While casting blame for your local team’s loss on Sunday may make for great sports talk, asserting blame for your company’s data breach is an uncomfortable exercise of self-effacement. It is a matter that many company leaders are struggling with. According to a recent survey conducted by the Ponemon Institute, 67% of CISOs expect a data breach or cyberattack in 2018.
Phishing emails remain the number one delivery mechanism for ransomware. The ransomware attack on the Lansing Board of Water and Light in Michigan, which forced the utility to shut down its accounting system, email service and phone lines, succeeded because a single employee opened an attachment to a phishing email.
In the simplest terms, the “attack surface” is the sum total of resources exposed to exploit within your enterprise. Defending the attack surface was a lot less complicated when a defined corporate “perimeter” existed, neatly separating a company’s assets from the outside world. But, next-gen technologies (e.g., cloud computing and software-defined networking) have dissolved the perimeter, causing the attack surface to grow exponentially.
Like the GDPR before it, the CCPA is getting a lot of attention because of the rights California residents will have to access data held by companies, to have that data removed, and to prohibit the sale of personal data. The new law, which does not go into effect until 2020, also creates the potential for some eye-popping payments directly to consumers impacted by a breach.

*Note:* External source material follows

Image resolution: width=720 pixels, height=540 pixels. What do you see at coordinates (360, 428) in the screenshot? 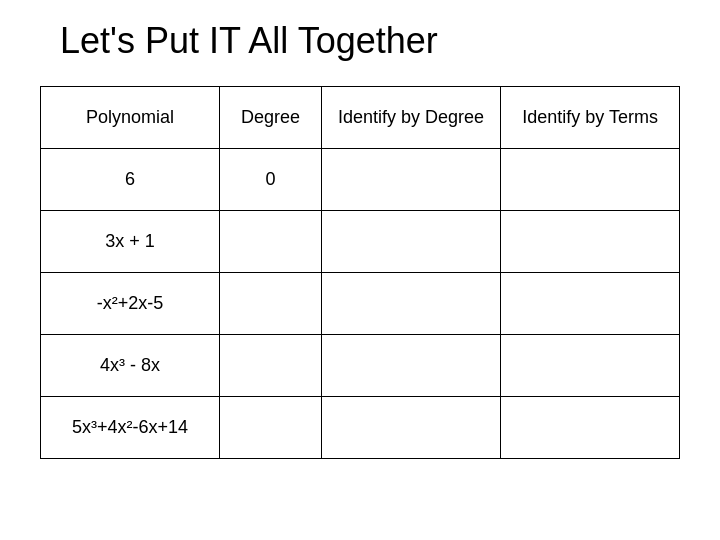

Our businesses are inundated with incidents of ransomware, malware, adware and many other intrusion variants, it’s no wonder that 90 percent of healthcare institutions have been affected, at a total cost of $6 billion a year, according to a recent study from the Ponemon Institute. As we make our way through these threats, one needs to ask; if so many companies offer solutions, and institutions hire top shelf network security engineers, why are there so many breaches?